To me it's interesting how exactly the execution client gets transactions from the pool during block building (what's the implementation of an efficient pop?). I did a Fibonacci Heap in C for a university project a few years ago, and AFAIK it's the fastest min-heap data structure and could be a potential project for me to work on.
I also peeked at the good first issues source, but most of them were either picked up or someone had recently opened a PR or started working on something. I think at this point I finally realized that I'd been dropped in the pond and now it was my time to swim.
I still hadn't figured out the exact project, language, or direction I'd want to take, so I just decided to look into different things I wasn't deeply interested in before, to find a direction. So far the execution-specs look like a good place to start, but later I might need to settle between Rust and Go.

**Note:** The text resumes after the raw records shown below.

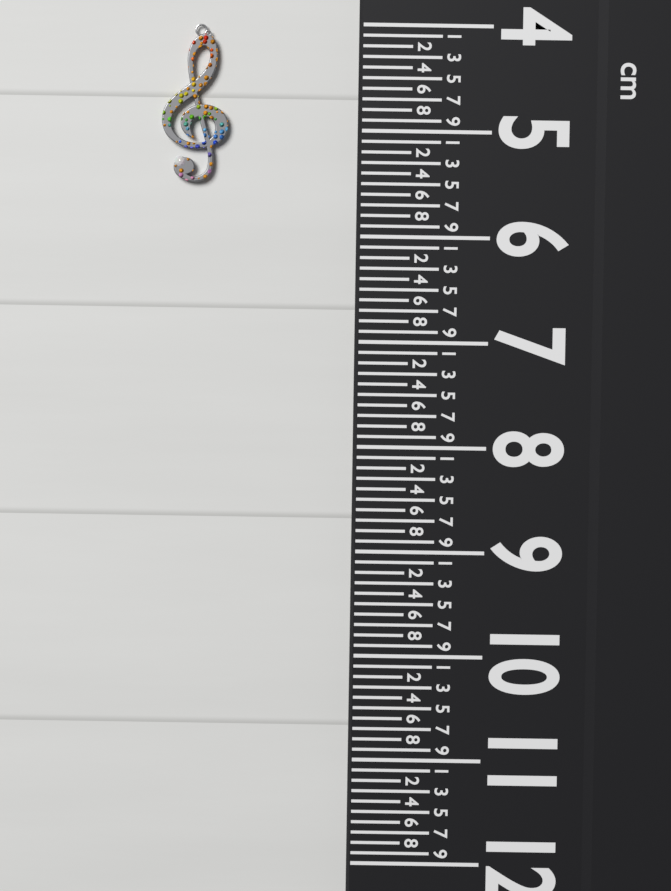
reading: 5.5 cm
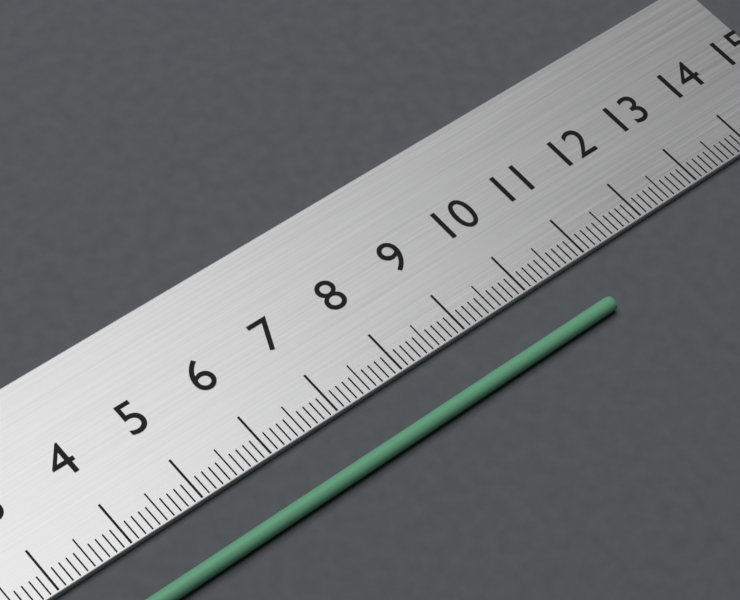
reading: 10.8 cm
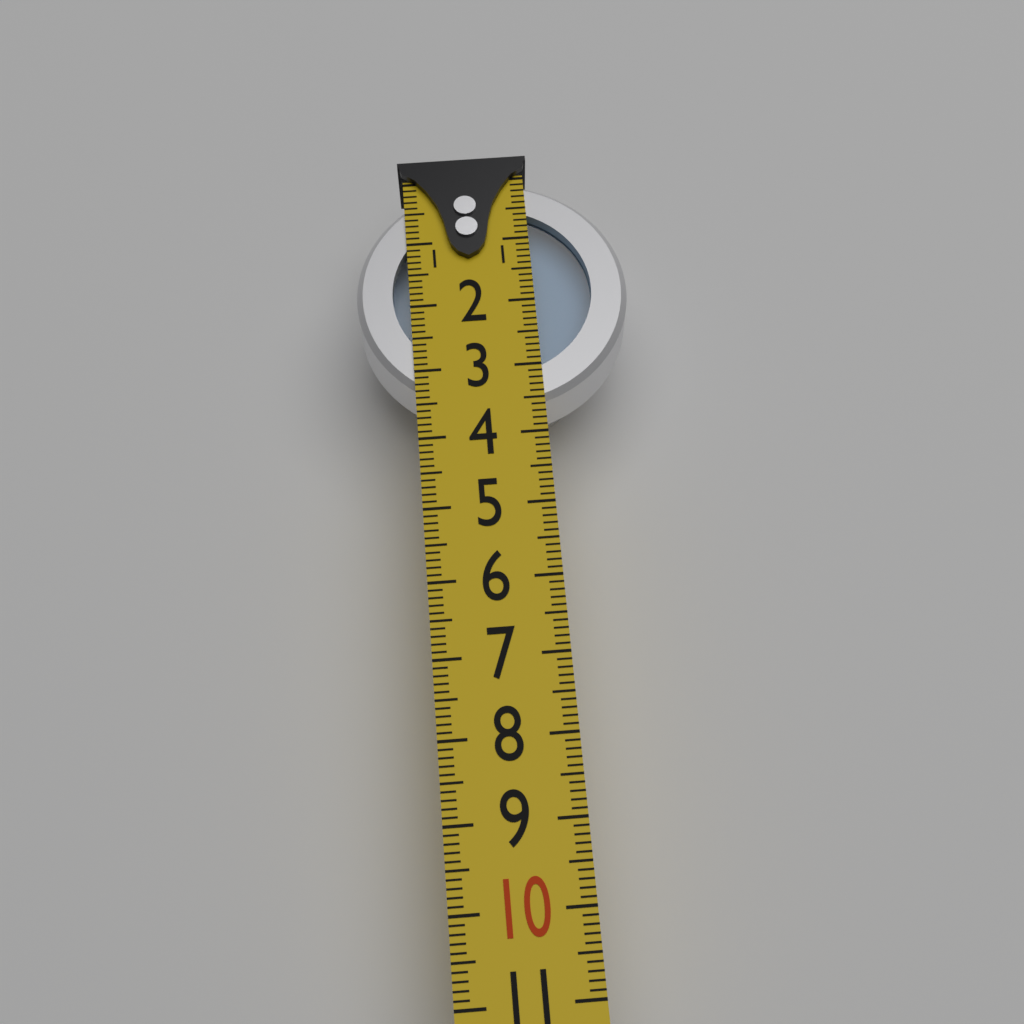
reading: 3.6 (no unit)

Before receiving good news from Josh at the end of week 0, I was actually doing a little research on Post-Quantum stealth addresses. Because even if the signers were secure, the public key exchange as well as the PK derivation is still vulnerable to attacks. So I found an interesting recent paper from some Serbian folks, Post-Quantum Stealth Address Protocols, that I kept reading during the week. My highlights are here: link.

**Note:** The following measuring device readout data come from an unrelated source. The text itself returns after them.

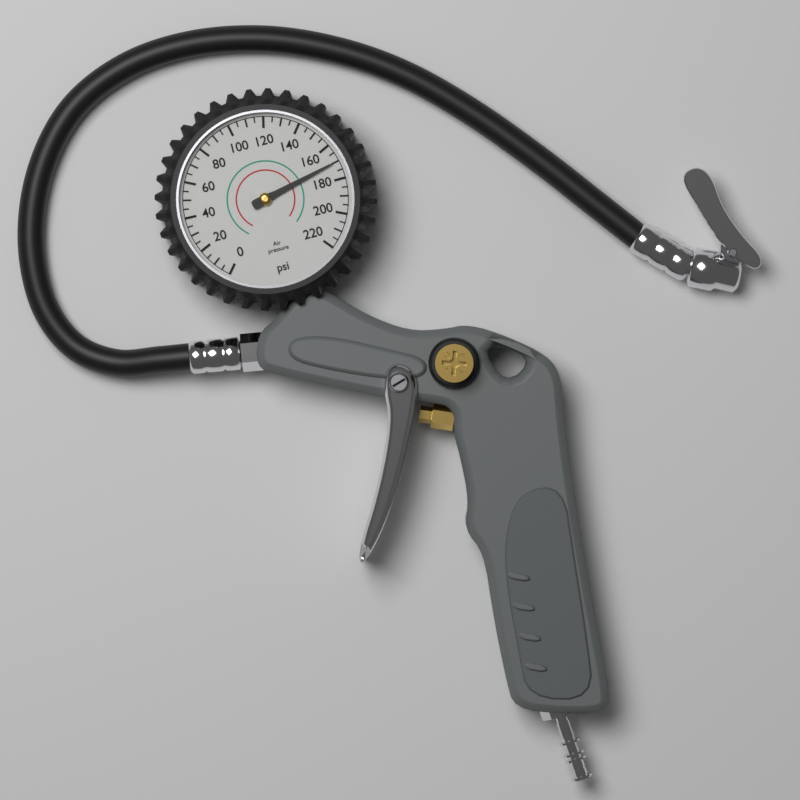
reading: 170 psi
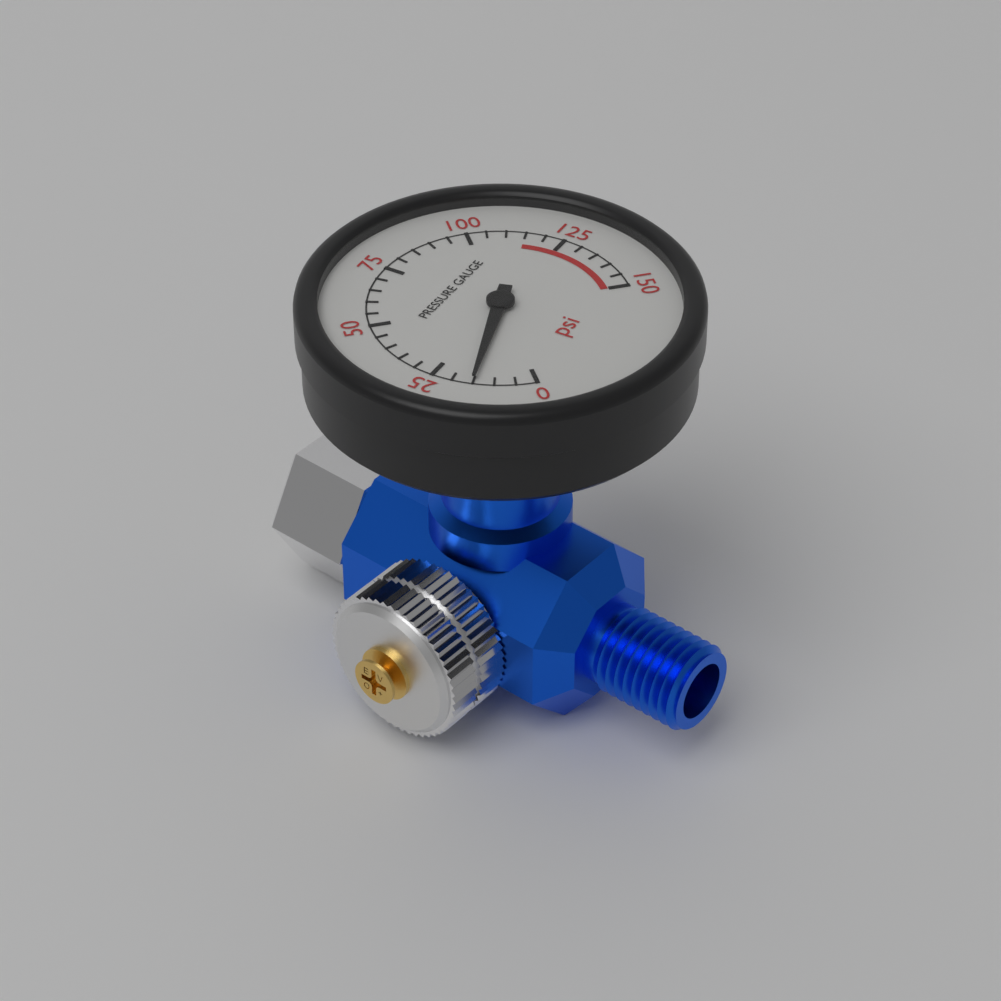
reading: 15 psi
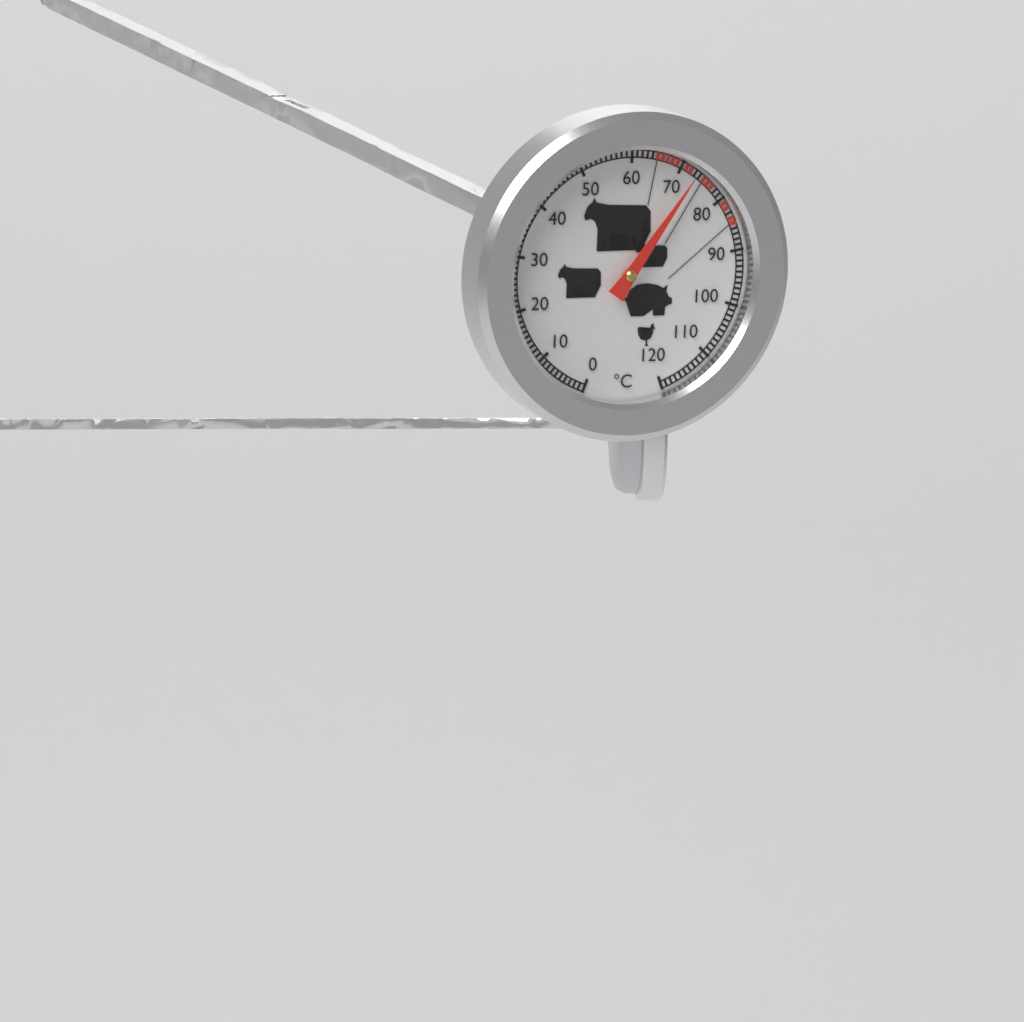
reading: 73 °C
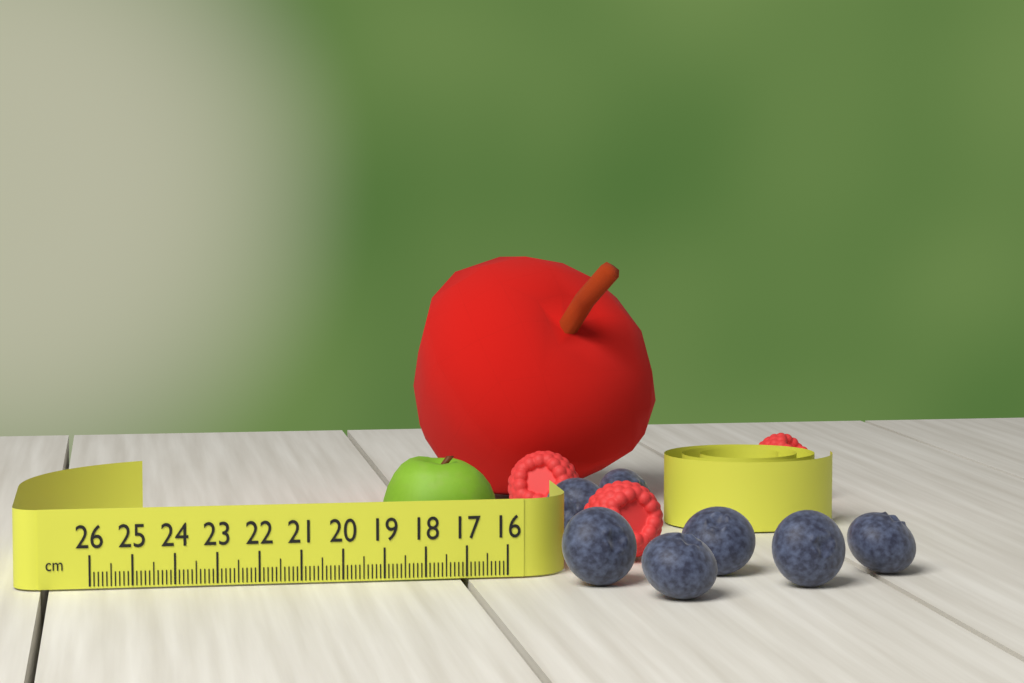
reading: 18.9 cm
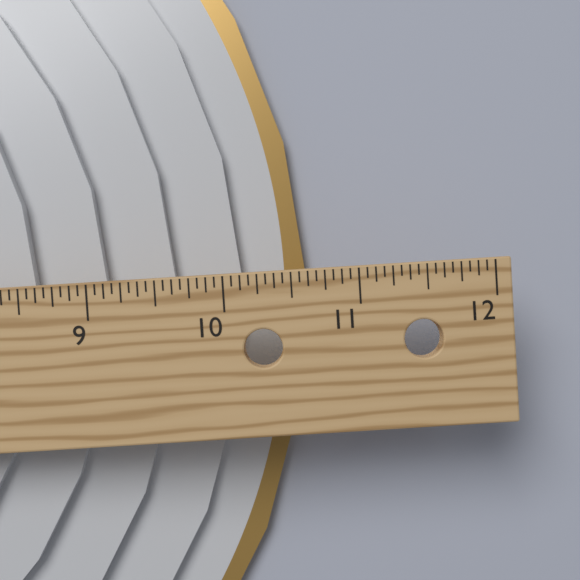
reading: 10.6250 in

While reading the paper, it occurred to me that I knew +/- nothing about lattice-based cryptography, so I dived into it and ended up watching a talk about Monero from DEFCON 2019 just to see how things had changed since then. The paper on PQ-SA that I attached above is a medium-hard read for non-technical people.
As a side note: while browsing the Eth R&D Discord, I found a channel related to Frame Transactions (8141, also 7701) and started thinking about how these would practically improve the stealth address implementation and the UX. There are quite a few issues, including relaying, gas sponsoring, and discovery.
To understand more about 8141, I decided to dive deeper into the execution-level implementation of 7702 authorization lists and its tests, as well as another good source.
The other day I decided to check out reth's implementation of payload generation and was surprised to see a familiar interface for the Engine API: "getBestTx", which had bugged my mind a few days earlier.
The paper on PQ Stealth Addresses turned out to be extremely interesting to me. It covered 3 potential implementations (there are more) with different benefits. My potential project could be about updating ERC-5564 with one more scheme to be more future-proof. Besides PQ security, the paper also reported an increase in parsing performance, which is a huge existing issue with stealth addresses that usually forces projects to introduce centralized choke points to simplify scanning and indexing.
It was a fun first week, though. I've learned something new, attended 2 calls, read a bunch of EL code, and started getting initial ideas on what I'd be doing during the fellowship: Post-Quantum-resistant stealth addresses, or something related to frame transactions like testing or even implementing some parts of it.